UPDATE: The House approved Rep. Massie’s amendment this afternoon. The measure prohibits the National Institute of Standards and Technology from working with the National Security Agency or the CIA to weaken cryptographic or computer standards. Headline has been updated to reflect passage. Article continues below.
NSA reformers who argue that the USA Freedom Act didn’t go far enough are readying a new salvo of measures to rein in the surveillance state.
“This is not over,” Rep. Thomas Massie (R-Ky.) said Wednesday morning, announcing that he has introduced an amendment to prevent the US government from weakening encrypted consumer telecoms services.
“The amendment I’m going to offer today is to prevent the government from putting backdoors in your software that allows them to spy on you with out a warrant,” he said on CSPAN’s Washington Journal.
Massie said he hopes to attach the measure to a must-pass Justice Department spending bill that the House will consider this week.
He argued that the administration’s stance on encryption—vocalized in recent weeks through fear-mongering by FBI Director James Comey and Attorney General Loretta Lynch, among other top officials—is bad for privacy, security, and for American businesses that have been trying to offer more security features after reports published over the last two years that revealed widespread government spying.
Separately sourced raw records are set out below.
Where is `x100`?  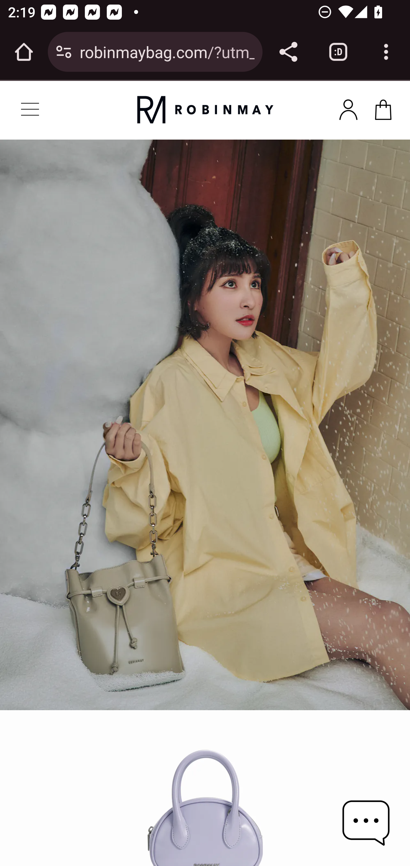 x100 is located at coordinates (383, 108).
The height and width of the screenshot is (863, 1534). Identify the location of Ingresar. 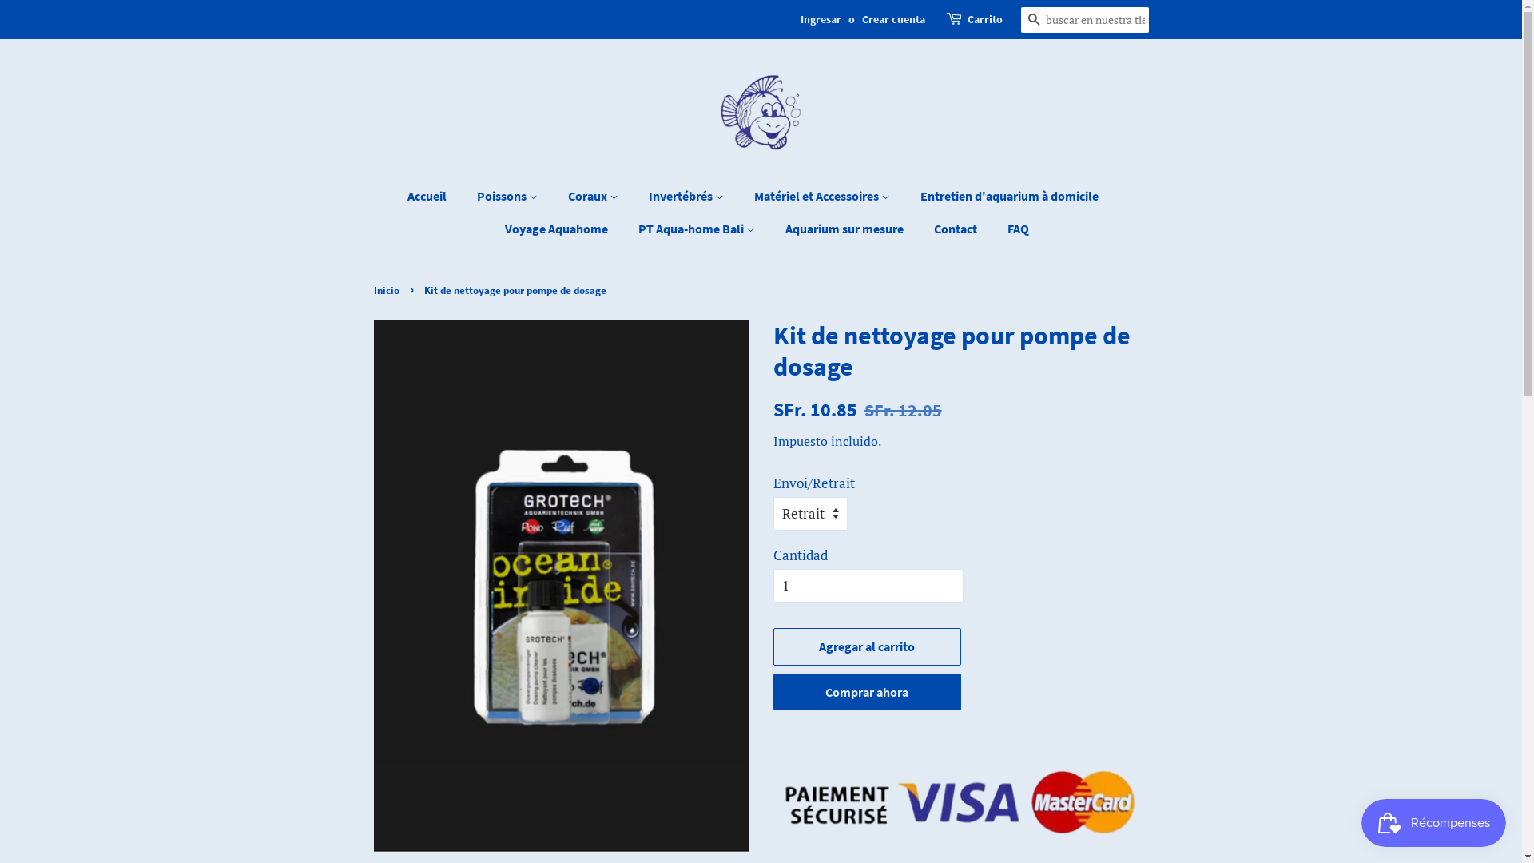
(821, 19).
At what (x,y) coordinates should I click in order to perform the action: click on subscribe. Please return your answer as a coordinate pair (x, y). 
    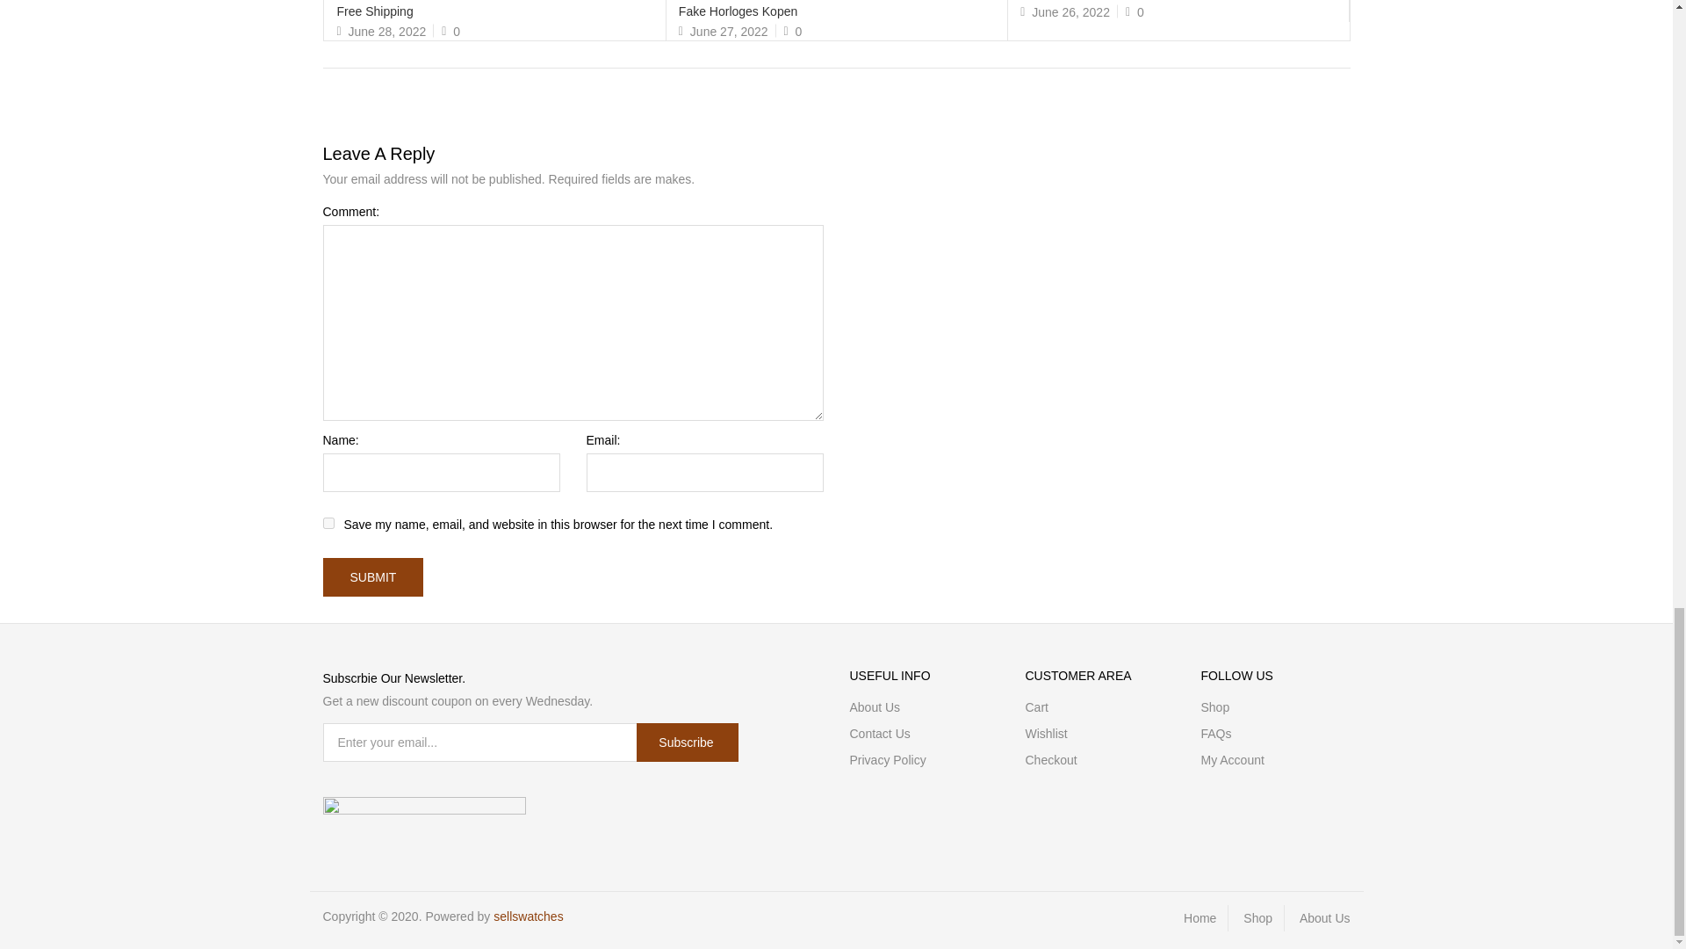
    Looking at the image, I should click on (687, 741).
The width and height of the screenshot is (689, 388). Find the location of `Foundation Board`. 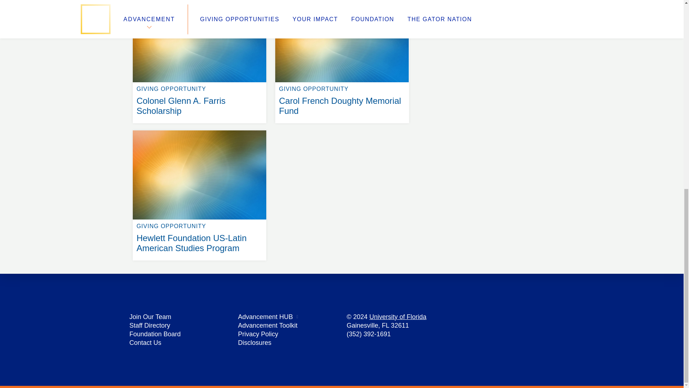

Foundation Board is located at coordinates (155, 334).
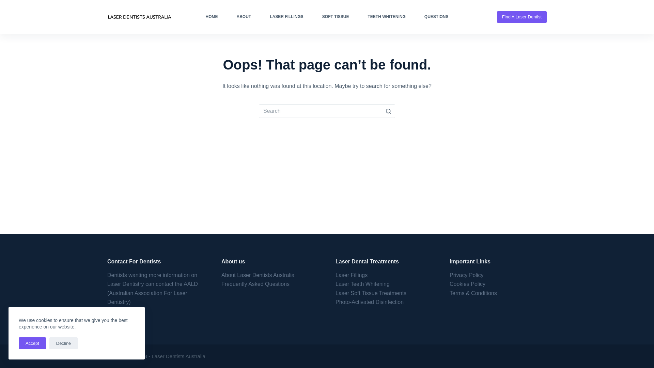 Image resolution: width=654 pixels, height=368 pixels. Describe the element at coordinates (473, 293) in the screenshot. I see `Terms & Conditions` at that location.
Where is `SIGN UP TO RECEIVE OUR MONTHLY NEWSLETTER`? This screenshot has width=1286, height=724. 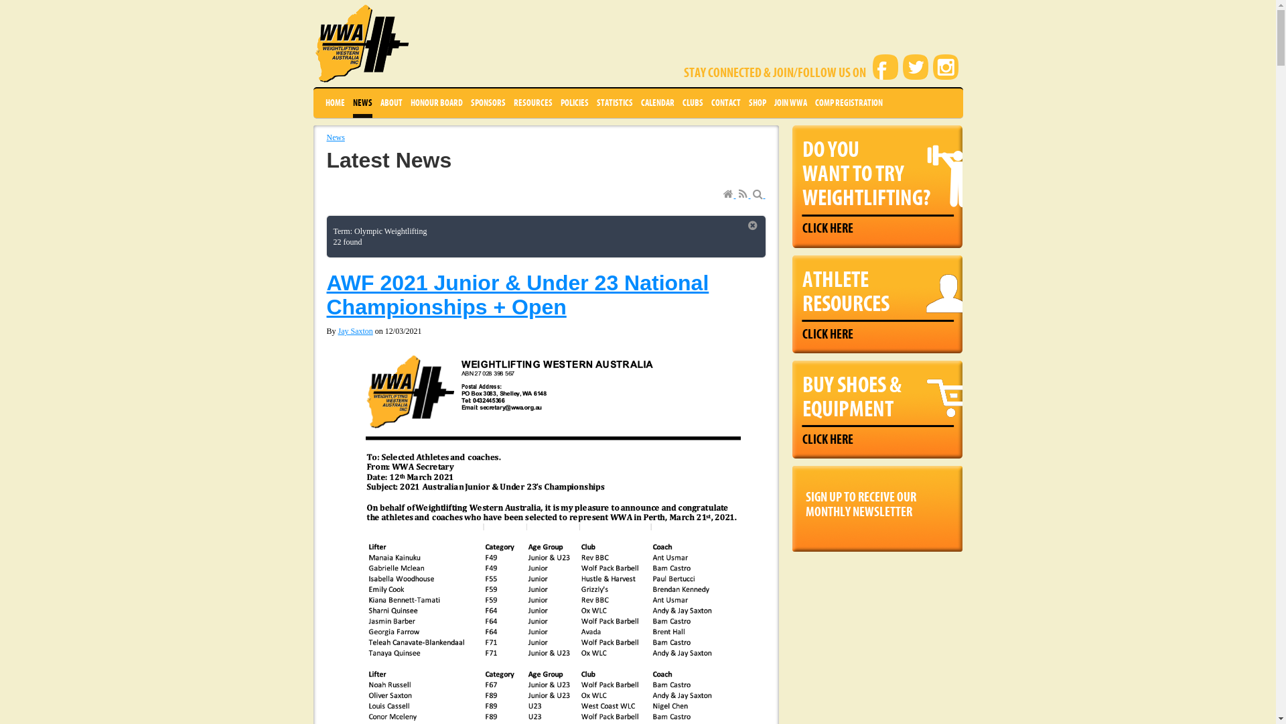 SIGN UP TO RECEIVE OUR MONTHLY NEWSLETTER is located at coordinates (877, 501).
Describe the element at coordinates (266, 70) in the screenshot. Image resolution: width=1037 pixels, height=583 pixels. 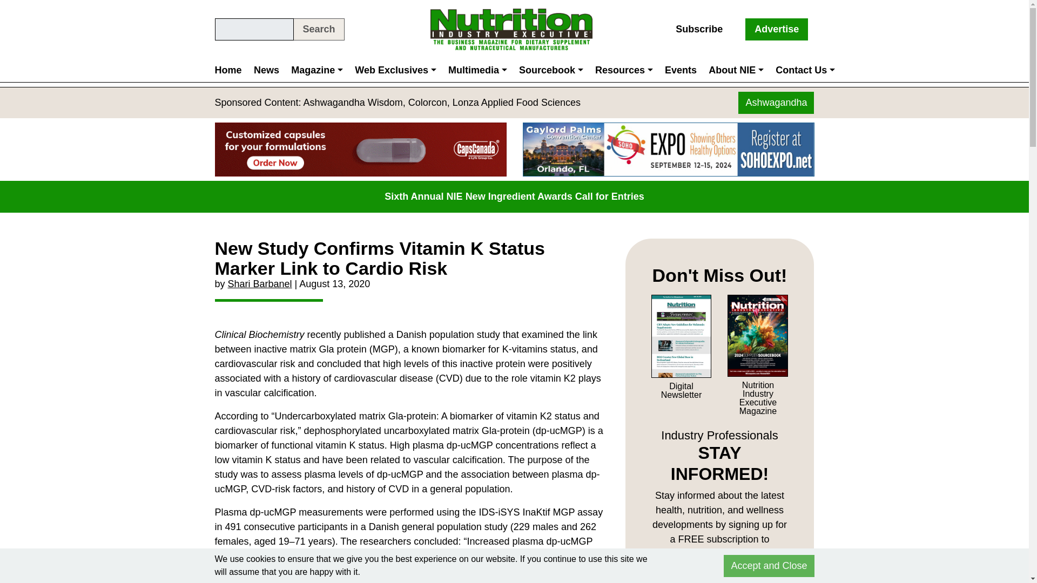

Documents provided to journalists by whistleblower Edward Snowden revealed the NSA’s efforts to subvert cryptographic systems that consumers depend on to secure online business transactions, and send medical records and other private communications.
Massie acknowledged that Republican leadership in the House had already ruled his encryption amendment out of order on Tuesday, but that he “refined” the measure since. He also foreshadowed plans to take on other NSA abuses beyond the phone dragnet.
“I can tell you that this discussion is bigger than bulk metadata collection,” Massie said.
“There are sections like 702 of the FISA laws that allow collection of your content. And those are still going—those haven’t’ stopped,” he added, Massie also referred to authorities that allow the government to conduct foreign intelligence that also results in the “incidental” collection of vast quantities of Americans’ communications as well.
“There are opportunities to refine these programs and restore our civil liberties every time a program expires, or its funding is about to expire,” Massie said, noting that Section 702 expires in 2017.
The Guardian reported on Wednesday that other lawmakers in the House, including Reps. Zoe Lofgren (D-Calif.) and Ted Poe (R-Texas), also plan to carry the surveillance reform fight forward in the wake of USA Freedom Act passage.
“We will continue to make efforts to attach those improvements to every vehicle that moves through the body,” Lofgren told the paper.
Rep. Jerrold Nadler (D-N.Y.) made the same commitment last month, vowing to use the power of the purse to defang dragnet surveillance programs.
On Wednesday, Massie added that he would also like lawmakers to consider new whistleblower protections for employees of the intelligence community, calling the incumbent safeguards insufficient.
“We’d like for the next Edward Snowden not to have to go public, if he could just come to congress and tell us,” he said.